Café Muse stakes its claim in the middle ground: You don’t need an expense account to eat there (entrees top out at $6.50), nor must you be on Gypsy Boots’s speed-dial list. Creativity is given free reign: you can enjoy a Thai-style curry/butternut-squash soup with young coconut water, a lasagna built on layers of sliced zucchini, cashew "ricotta," and a "marinara" of sundried tomatoes moistened with nama shoyu, or a "taco" salad with cashew "crema" and pumpkin seed "refritos."

What’s with all the quotation marks?
They’re ours, not the menu’s. Responding to a semi-serious question about why anyone would bother to make a taco salad without refried beans, seasoned hamburger, shredded iceberg lettuce, jack cheese, and gloppy bottled salsa, Rich first acknowledges that it can be "terribly annoying" to have health-food dishes named after mainstream foods they only narrowly resemble. But, she continues: "I suppose the reason for naming raw dishes after the counterparts they attempt to mimic has to do with making them accessible to those who are trying raw food for the first time. Part of it, too, is about having fun adapting old familiars into raw-style dishes."

Though she fully embraces the salubrious effects of a raw-food diet — including the efficient absorption, digestion, and utilization of stored food energy by our bodies, as well as improved planetary progress toward biodiversity, sustainability, seasonality, and reduced fossil-fuel consumption — Rich is no one’s idea of a sprout-tossing faddist.

"I don’t want raw food to be perceived as a poor attempt at remaking familiar food for the sake of better health," she insists. "I want it to be perceived as a new movement in food — not only for the sake of good health, but for the sake of novelty and art."

Her approach dovetails with that of the café’s owner, Daryl Ross, who operates several food-service facilities on and near campus, including Caffè Strada, the Free Speech Movement Café (in Moffitt Library), and Boalt Hall’s Café Zeb. Long interested in the organic movement, Ross hadn’t incorporated that philosophy into his business until an "epiphanic" encounter with Alice Waters during the planning of what became the FSM Café.

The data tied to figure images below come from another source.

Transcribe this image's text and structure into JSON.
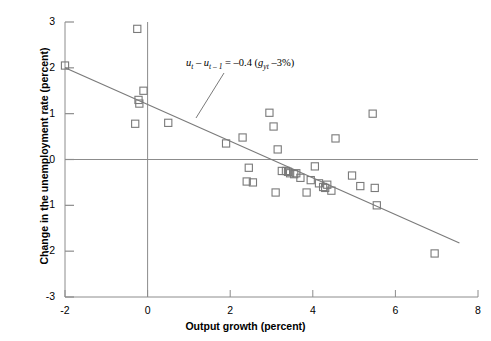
{
  "chart_data": {
    "type": "scatter",
    "title": "",
    "xlabel": "Output growth (percent)",
    "ylabel": "Change in the unemployment rate (percent)",
    "xlim": [
      -2,
      8
    ],
    "ylim": [
      -3,
      3
    ],
    "xticks": [
      -2,
      0,
      2,
      4,
      6,
      8
    ],
    "yticks": [
      3,
      2,
      1,
      0,
      -1,
      -2,
      -3
    ],
    "xtick_labels": [
      "-2",
      "0",
      "2",
      "4",
      "6",
      "8"
    ],
    "ytick_labels": [
      "3",
      "2",
      "1",
      "0",
      "-1",
      "-2",
      "-3"
    ],
    "grid": false,
    "legend": "none",
    "zero_lines": {
      "vertical_x": 0,
      "horizontal_y": 0
    },
    "marker": "open-square",
    "marker_color": "#7a7a7a",
    "line_color": "#7a7a7a",
    "axis_color": "#8c8c8c",
    "points": [
      {
        "x": -2.0,
        "y": 2.05
      },
      {
        "x": -0.3,
        "y": 0.78
      },
      {
        "x": -0.25,
        "y": 2.85
      },
      {
        "x": -0.22,
        "y": 1.3
      },
      {
        "x": -0.2,
        "y": 1.22
      },
      {
        "x": -0.1,
        "y": 1.5
      },
      {
        "x": 0.5,
        "y": 0.8
      },
      {
        "x": 1.9,
        "y": 0.35
      },
      {
        "x": 2.3,
        "y": 0.48
      },
      {
        "x": 2.4,
        "y": -0.48
      },
      {
        "x": 2.55,
        "y": -0.5
      },
      {
        "x": 2.45,
        "y": -0.18
      },
      {
        "x": 2.95,
        "y": 1.02
      },
      {
        "x": 3.05,
        "y": 0.72
      },
      {
        "x": 3.1,
        "y": -0.72
      },
      {
        "x": 3.15,
        "y": 0.22
      },
      {
        "x": 3.25,
        "y": -0.25
      },
      {
        "x": 3.35,
        "y": -0.25
      },
      {
        "x": 3.4,
        "y": -0.27
      },
      {
        "x": 3.45,
        "y": -0.3
      },
      {
        "x": 3.55,
        "y": -0.32
      },
      {
        "x": 3.6,
        "y": -0.3
      },
      {
        "x": 3.7,
        "y": -0.4
      },
      {
        "x": 3.85,
        "y": -0.72
      },
      {
        "x": 3.95,
        "y": -0.45
      },
      {
        "x": 4.05,
        "y": -0.15
      },
      {
        "x": 4.15,
        "y": -0.52
      },
      {
        "x": 4.25,
        "y": -0.6
      },
      {
        "x": 4.3,
        "y": -0.62
      },
      {
        "x": 4.35,
        "y": -0.55
      },
      {
        "x": 4.45,
        "y": -0.68
      },
      {
        "x": 4.55,
        "y": 0.46
      },
      {
        "x": 4.95,
        "y": -0.35
      },
      {
        "x": 5.15,
        "y": -0.58
      },
      {
        "x": 5.45,
        "y": 1.0
      },
      {
        "x": 5.5,
        "y": -0.62
      },
      {
        "x": 5.55,
        "y": -1.0
      },
      {
        "x": 6.95,
        "y": -2.05
      }
    ],
    "fit_line": {
      "equation": "u_t - u_{t-1} = -0.4 (g_yt - 3%)",
      "slope": -0.4,
      "intercept": 1.2,
      "x_start": -2.0,
      "x_end": 7.55,
      "y_start": 2.0,
      "y_end": -1.82
    },
    "annotation": {
      "lhs_u": "u",
      "lhs_sub1": "t",
      "minus": " – ",
      "lhs_u2": "u",
      "lhs_sub2": "t – 1",
      "equals": " = –0.4 (",
      "g": "g",
      "g_sub": "yt",
      "tail": " –3%)",
      "full_text": "ut – ut – 1 = –0.4 (gyt –3%)"
    }
  }
}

"I realized I wanted to offer an alternative menu for UC Berkeley students, faculty, and staff, " Ross says, "in contrast to what other places around here provide — something that would be organic, sustainable, and affordable. That became my vision, which by offering raw food at Café Muse we’ve extended even farther." Ross intends to incorporate raw food into the menu of Adagia, a new "destination" restaurant he plans to open in the redeveloped Westminster House Presbyterian ministry on Bancroft Way, across the street from Caffè Strada (and, not incidentally, from the Berkeley campus as well).

The Berkeley dining revolution of 1971 has consolidated its gains around the nation. Will Café Muse warrant a full chapter in Sarah Rich’s memoirs 30 years hence? Or will "raw food" be remembered as a passing craze, the way foodies now look back on "fusion" and pink peppercorns? If commitment, dedication, and deliciousness are the criteria for lasting success, failure may find Café Muse, Adagia, and their nascent ilk a hard (and decidedly raw) nut to Swallow.

Café Muse is located at 2625 Durant Ave., between College and Telegraph, at the rear entrance to the Berkeley Art Museum. It is open daily from 11 a.m. to 3 p.m., Thursdays until 7 p.m.